Tesla charges non-Tesla EVs more per kWh at the same Supercharger. The price spread varies by site, but a frequently cited example is Taylorsville, Utah V4: $0.27–0.37/kWh for Tesla owners versus $0.38–0.52/kWh for non-Tesla owners — a roughly 40% premium.

The premium softens for non-Tesla drivers who buy Tesla's Supercharger Membership ($12.99/month), which closes most of the gap. But the default price difference exists by design: Tesla's network was built with Tesla customers' subsidies, and non-Tesla pricing helps recover the original capital cost.

Adoption: Almost Everyone Is on NACS Now

By early 2026, nearly every major automaker selling EVs in North America has either committed to NACS or shipped vehicles using adapters. Ford, Rivian, GM, Hyundai, Kia, Mercedes, Volvo, Polestar, and others have access tiers. The hold-outs are shrinking, and the holdout case ("we'll build our own network") looks worse every quarter.

"The Supercharger network is now also a bridge connecting Tesla to other automakers' customers and to a broader energy ecosystem."

What This Looks Like in 18 Months

If Tesla holds the 2,500-stalls-per-quarter run rate, the global network will pass 80,000 stalls by the end of 2027. That's roughly twice the next-largest dedicated EV charging network. Combined with the 500 kW V4 hardware, Tesla is positioning Supercharging as a standalone profit center — energy revenue, not just a customer-acquisition cost for the car business.

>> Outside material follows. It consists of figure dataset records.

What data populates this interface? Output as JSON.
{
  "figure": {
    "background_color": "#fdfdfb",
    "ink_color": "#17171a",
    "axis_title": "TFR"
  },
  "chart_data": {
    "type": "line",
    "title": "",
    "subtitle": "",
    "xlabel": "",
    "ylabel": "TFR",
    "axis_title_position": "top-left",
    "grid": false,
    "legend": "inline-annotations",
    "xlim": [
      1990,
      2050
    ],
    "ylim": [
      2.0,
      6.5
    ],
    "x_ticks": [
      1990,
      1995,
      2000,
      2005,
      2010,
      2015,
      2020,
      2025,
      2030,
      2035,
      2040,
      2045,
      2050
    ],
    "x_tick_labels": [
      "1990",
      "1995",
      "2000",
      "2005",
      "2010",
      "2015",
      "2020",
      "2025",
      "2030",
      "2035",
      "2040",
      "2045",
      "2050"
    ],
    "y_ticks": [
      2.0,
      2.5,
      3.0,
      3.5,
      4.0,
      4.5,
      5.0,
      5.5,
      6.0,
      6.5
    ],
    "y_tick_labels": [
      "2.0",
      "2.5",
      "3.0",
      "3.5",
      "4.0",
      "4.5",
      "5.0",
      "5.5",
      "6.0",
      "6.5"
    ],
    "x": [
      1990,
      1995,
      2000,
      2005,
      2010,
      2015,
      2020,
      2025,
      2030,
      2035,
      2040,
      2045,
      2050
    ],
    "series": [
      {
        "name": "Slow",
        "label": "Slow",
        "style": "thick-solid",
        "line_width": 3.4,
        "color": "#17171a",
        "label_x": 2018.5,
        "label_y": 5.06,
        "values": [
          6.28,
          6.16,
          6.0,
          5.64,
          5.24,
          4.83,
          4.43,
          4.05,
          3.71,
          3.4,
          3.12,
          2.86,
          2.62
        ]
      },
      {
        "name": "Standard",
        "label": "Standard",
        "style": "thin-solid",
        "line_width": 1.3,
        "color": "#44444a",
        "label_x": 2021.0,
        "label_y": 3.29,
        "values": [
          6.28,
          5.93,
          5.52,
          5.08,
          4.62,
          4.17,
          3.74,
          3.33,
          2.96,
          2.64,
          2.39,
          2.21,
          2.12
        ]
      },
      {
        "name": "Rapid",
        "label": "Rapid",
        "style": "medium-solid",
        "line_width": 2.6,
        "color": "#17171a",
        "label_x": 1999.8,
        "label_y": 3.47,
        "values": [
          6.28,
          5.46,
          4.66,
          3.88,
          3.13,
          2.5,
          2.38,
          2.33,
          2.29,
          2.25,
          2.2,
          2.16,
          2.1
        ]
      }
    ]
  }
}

The Bottom Line for Owners

If you've been at the same Supercharger for two years and the cabinet still says 250 kW, your peak charging speed isn't getting an upgrade unless Tesla replaces the cabinet (which is happening at heavily-trafficked sites). For new builds, you'll see V4 cabinets and longer cables — better for driving in with low battery and finding any open stall, regardless of which side the port is on.